The Decimal to Fraction Calculator converts any decimal number into its exact fractional or mixed number equivalent, and shows the complete step-by-step working — not just the answer. It handles three types of conversions that come up constantly in math:
0.75 → 3/4 or 16.66 → 16 33/500.333… → 1/3, where you specify how many trailing digits repeat1/8 or 1/16Working through fractions, algebra, or arithmetic who need to check their work or understand the method — not just get an answer.
A visual, step-by-step explainer to walk students through in class or assign for independent study.
Digital scales output decimals, but measuring cups use fractions like ¼ or ⅜ — this bridges the gap instantly.
Imperial measurements (inches, feet) are fraction-based. Decimal readouts from tools need quick, accurate translation.
Express a decimal proportion as a clean fraction for reports, presentations, or ratio analysis.

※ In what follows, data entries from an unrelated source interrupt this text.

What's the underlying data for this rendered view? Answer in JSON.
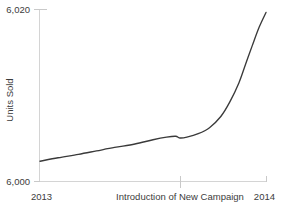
{
  "chart_data": {
    "type": "line",
    "title": "",
    "subtitle": "",
    "xlabel": "",
    "ylabel": "Units Sold",
    "ylim": [
      6000,
      6020
    ],
    "xlim": [
      2013,
      2014
    ],
    "grid": false,
    "legend": null,
    "y_ticks": [
      "6,000",
      "6,020"
    ],
    "y_tick_values": [
      6000,
      6020
    ],
    "x_ticks": [
      "2013",
      "Introduction of New Campaign",
      "2014"
    ],
    "x_tick_values": [
      2013,
      2013.62,
      2014
    ],
    "annotations": [
      {
        "label": "Introduction of New Campaign",
        "x": 2013.62
      }
    ],
    "series": [
      {
        "name": "Units Sold",
        "color": "#3a3a3a",
        "x": [
          2013.0,
          2013.08,
          2013.17,
          2013.25,
          2013.33,
          2013.42,
          2013.5,
          2013.56,
          2013.6,
          2013.62,
          2013.65,
          2013.7,
          2013.75,
          2013.8,
          2013.84,
          2013.88,
          2013.91,
          2013.94,
          2013.97,
          2014.0
        ],
        "y": [
          6002.3,
          6002.7,
          6003.1,
          6003.5,
          6003.9,
          6004.3,
          6004.8,
          6005.1,
          6005.2,
          6005.0,
          6005.1,
          6005.5,
          6006.2,
          6007.5,
          6009.2,
          6011.4,
          6013.6,
          6015.8,
          6017.9,
          6019.6
        ]
      }
    ]
  },
  "axes": {
    "y_label": "Units Sold",
    "y_tick_top": "6,020",
    "y_tick_bottom": "6,000",
    "x_tick_left": "2013",
    "x_tick_mid": "Introduction of New Campaign",
    "x_tick_right": "2014"
  },
  "colors": {
    "curve": "#3a3a3a",
    "axis": "#d4d4d4",
    "tick": "#c9c9c9",
    "text": "#3c3c3c",
    "background": "#ffffff"
  }
}
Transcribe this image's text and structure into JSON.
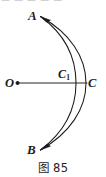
{
  "figure": {
    "caption": "图 85",
    "top_bleed_text": "— — — —  —  ’",
    "background_color": "#ffffff",
    "ink_color": "#1b1b1b",
    "points": [
      {
        "id": "A",
        "label": "A",
        "sub": "",
        "x": 40,
        "y": 16,
        "label_x": 28,
        "label_y": 8.5
      },
      {
        "id": "B",
        "label": "B",
        "sub": "",
        "x": 40,
        "y": 150,
        "label_x": 27,
        "label_y": 143
      },
      {
        "id": "O",
        "label": "O",
        "sub": "",
        "x": 16,
        "y": 83,
        "label_x": 5,
        "label_y": 76.5
      },
      {
        "id": "C",
        "label": "C",
        "sub": "",
        "x": 86,
        "y": 83,
        "label_x": 88,
        "label_y": 76.5
      },
      {
        "id": "C1",
        "label": "C",
        "sub": "1",
        "x": 76,
        "y": 83,
        "label_x": 58,
        "label_y": 67.5
      }
    ],
    "segments": [
      {
        "id": "OC",
        "from": "O",
        "to": "C",
        "x1": 16,
        "y1": 83,
        "x2": 87,
        "y2": 83
      }
    ],
    "arcs": [
      {
        "id": "arc-outer-ACB",
        "from": "A",
        "through": "C",
        "to": "B",
        "bulge_x": 86
      },
      {
        "id": "arc-inner-AC1B",
        "from": "A",
        "through": "C1",
        "to": "B",
        "bulge_x": 76
      }
    ],
    "markers": [
      {
        "id": "center-dot-O",
        "x": 17.5,
        "y": 83,
        "r": 1.9
      }
    ],
    "arrowheads": [
      {
        "id": "arrow-to-A",
        "target": "A",
        "tip_x": 40.5,
        "tip_y": 16.5
      },
      {
        "id": "arrow-to-B",
        "target": "B",
        "tip_x": 40.5,
        "tip_y": 150.0
      }
    ]
  }
}
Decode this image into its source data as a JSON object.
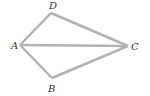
{
  "diagram": {
    "type": "geometry-quadrilateral",
    "stroke_color": "#b3b3b3",
    "label_color": "#333333",
    "points": {
      "A": {
        "x": 20,
        "y": 45,
        "label": "A",
        "lx": 11,
        "ly": 49
      },
      "B": {
        "x": 52,
        "y": 78,
        "label": "B",
        "lx": 48,
        "ly": 92
      },
      "C": {
        "x": 128,
        "y": 46,
        "label": "C",
        "lx": 131,
        "ly": 50
      },
      "D": {
        "x": 51,
        "y": 13,
        "label": "D",
        "lx": 49,
        "ly": 9
      }
    },
    "segments": [
      [
        "A",
        "D"
      ],
      [
        "D",
        "C"
      ],
      [
        "C",
        "B"
      ],
      [
        "B",
        "A"
      ],
      [
        "A",
        "C"
      ]
    ]
  }
}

A professional explanation — as you would find in a math class
Every number can be expressed as a fraction. Begin by placing the decimal in the numerator and 1 in the denominator:
Count the digits after the decimal point. Multiply both numerator and denominator by 10 raised to that power. This shifts the decimal point right until it disappears. Multiplying top and bottom by the same number is equivalent to multiplying by 1 — the value stays identical.
16.66 has 2 decimal places → multiply by 10² = 100
Find the largest number that divides evenly into both numerator and denominator, then divide both by it. This reduces the fraction to its lowest terms.
GCF(1666, 100) = 2
When the numerator is larger than the denominator, the fraction is improper. Divide to extract the whole number part, and express the remainder as the new numerator.
833 ÷ 50 = 16 remainder 33
| Decimal places | Example | Multiply by |
|---|---|---|
| 1 | 0.5 | 10 |
| 2 | 0.25 | 100 |
| 3 | 0.125 | 1,000 |
| n | any | 10n |
Always simplify at the end. A fraction is not fully converted until it is expressed in its lowest terms — divide both parts by their Greatest Common Factor.